For each line below that includes the string "will", show the whole line.

= Beginning of Section =

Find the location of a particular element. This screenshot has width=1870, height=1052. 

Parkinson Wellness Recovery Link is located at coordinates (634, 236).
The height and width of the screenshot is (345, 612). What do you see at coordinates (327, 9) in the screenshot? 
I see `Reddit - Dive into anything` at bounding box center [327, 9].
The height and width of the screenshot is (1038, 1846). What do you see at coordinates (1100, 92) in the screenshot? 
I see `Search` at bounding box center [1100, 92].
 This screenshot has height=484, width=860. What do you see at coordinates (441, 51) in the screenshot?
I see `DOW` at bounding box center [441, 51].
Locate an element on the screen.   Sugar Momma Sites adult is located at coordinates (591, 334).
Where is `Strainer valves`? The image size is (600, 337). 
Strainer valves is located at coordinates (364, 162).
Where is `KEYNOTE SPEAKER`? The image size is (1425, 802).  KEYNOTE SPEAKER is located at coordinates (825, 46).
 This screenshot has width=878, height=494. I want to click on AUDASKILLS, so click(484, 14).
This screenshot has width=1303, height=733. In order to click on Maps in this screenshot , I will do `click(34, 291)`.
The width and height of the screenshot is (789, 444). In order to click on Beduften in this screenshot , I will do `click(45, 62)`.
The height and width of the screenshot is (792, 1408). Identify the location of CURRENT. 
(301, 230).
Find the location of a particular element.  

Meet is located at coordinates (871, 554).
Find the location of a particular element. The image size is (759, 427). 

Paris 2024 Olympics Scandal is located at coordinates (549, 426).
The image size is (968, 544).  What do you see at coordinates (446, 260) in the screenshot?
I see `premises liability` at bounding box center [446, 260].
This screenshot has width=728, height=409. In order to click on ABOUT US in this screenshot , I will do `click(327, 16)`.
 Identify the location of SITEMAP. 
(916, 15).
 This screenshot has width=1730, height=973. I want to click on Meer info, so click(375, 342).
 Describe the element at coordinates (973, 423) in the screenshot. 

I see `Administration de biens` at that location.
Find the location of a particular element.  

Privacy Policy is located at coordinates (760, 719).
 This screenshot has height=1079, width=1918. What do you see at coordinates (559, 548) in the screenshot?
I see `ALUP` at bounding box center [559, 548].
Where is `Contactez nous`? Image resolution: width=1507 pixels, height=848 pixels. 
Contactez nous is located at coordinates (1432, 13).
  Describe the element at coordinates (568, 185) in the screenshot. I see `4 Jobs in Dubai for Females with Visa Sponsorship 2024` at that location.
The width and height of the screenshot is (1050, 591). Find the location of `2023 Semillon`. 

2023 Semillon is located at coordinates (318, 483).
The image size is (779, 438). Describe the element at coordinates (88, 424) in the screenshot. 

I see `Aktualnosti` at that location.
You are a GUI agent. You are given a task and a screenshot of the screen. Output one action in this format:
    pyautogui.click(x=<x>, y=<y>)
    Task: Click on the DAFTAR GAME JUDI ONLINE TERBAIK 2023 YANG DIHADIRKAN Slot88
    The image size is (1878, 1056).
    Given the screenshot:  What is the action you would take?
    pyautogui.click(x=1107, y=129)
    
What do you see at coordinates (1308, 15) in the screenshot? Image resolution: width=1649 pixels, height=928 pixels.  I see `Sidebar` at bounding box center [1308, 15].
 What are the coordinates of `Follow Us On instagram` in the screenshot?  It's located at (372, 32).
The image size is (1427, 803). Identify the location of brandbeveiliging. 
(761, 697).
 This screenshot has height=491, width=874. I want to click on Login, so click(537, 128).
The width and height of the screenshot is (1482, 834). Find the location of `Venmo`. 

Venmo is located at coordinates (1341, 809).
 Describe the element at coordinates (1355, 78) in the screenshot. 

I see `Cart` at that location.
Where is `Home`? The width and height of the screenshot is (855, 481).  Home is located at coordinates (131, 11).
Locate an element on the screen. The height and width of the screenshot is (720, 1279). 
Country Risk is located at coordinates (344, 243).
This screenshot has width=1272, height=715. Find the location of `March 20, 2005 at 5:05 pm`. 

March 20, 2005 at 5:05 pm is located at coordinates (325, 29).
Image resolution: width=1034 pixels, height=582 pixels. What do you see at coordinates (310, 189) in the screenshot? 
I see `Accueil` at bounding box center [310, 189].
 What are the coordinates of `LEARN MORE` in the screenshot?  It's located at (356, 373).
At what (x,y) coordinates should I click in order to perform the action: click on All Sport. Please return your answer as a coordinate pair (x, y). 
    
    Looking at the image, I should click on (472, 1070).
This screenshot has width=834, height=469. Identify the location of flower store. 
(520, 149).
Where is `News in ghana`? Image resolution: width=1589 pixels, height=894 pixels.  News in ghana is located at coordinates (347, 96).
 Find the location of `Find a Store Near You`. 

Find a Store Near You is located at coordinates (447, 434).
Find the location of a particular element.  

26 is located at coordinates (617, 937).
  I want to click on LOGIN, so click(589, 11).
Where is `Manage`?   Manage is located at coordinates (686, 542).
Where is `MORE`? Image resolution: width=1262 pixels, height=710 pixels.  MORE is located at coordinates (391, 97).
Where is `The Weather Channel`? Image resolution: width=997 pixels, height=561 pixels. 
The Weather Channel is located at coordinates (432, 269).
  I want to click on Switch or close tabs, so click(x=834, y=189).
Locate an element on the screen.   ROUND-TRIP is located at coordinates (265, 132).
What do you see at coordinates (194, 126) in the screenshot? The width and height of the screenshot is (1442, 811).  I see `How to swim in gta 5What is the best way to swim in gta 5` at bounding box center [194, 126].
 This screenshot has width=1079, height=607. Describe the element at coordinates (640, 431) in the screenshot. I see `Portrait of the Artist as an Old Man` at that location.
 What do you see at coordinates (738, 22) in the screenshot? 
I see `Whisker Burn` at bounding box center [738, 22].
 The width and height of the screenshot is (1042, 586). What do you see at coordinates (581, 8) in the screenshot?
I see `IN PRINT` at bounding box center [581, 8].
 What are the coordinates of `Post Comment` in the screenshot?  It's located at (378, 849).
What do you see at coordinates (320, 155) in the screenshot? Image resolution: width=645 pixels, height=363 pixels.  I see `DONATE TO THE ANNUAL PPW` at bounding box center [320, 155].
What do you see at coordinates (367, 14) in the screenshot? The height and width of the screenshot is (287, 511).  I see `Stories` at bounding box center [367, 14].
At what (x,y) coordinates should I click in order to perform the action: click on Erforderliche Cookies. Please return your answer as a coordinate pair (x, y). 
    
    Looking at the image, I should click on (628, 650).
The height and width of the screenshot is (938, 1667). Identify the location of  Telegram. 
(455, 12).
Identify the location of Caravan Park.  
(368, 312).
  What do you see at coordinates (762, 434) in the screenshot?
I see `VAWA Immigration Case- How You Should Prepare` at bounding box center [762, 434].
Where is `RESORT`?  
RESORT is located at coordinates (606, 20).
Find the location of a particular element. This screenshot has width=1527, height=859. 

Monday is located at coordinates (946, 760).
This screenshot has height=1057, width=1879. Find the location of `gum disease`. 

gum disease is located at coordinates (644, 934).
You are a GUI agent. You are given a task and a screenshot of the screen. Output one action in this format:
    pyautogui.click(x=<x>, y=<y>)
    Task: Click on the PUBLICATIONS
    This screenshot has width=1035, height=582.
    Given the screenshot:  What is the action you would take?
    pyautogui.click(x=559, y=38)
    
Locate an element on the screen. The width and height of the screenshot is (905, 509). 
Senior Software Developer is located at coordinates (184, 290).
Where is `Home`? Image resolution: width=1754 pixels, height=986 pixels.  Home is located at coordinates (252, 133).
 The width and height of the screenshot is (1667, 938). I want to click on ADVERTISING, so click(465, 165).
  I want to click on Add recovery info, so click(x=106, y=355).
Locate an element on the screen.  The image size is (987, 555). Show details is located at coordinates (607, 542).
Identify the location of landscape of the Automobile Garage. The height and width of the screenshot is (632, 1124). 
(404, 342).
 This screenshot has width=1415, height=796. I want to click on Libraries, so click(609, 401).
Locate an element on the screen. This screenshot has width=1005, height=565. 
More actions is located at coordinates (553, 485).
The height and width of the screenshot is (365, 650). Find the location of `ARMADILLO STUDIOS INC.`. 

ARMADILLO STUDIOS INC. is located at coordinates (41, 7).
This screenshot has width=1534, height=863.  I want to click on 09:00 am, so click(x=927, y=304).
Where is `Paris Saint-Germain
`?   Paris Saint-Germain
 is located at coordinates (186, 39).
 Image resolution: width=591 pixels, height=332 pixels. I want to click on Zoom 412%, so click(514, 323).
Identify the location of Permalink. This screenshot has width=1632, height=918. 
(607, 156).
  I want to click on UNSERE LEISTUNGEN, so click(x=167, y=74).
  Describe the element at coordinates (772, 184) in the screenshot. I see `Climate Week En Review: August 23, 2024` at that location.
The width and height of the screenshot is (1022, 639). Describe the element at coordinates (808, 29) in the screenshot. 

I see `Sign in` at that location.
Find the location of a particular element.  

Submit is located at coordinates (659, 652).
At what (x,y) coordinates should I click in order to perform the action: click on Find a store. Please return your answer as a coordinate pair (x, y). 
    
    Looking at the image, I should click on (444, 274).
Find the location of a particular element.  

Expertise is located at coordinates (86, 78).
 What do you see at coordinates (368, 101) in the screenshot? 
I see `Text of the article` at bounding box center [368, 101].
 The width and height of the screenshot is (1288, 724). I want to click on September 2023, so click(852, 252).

= End of Section =

■ Answer for this exercise ■
This screenshot has width=1303, height=733. In order to click on Maps in this screenshot , I will do `click(34, 291)`.
The width and height of the screenshot is (789, 444). In order to click on Beduften in this screenshot , I will do `click(45, 62)`.
This screenshot has width=728, height=409. In order to click on ABOUT US in this screenshot , I will do `click(327, 16)`.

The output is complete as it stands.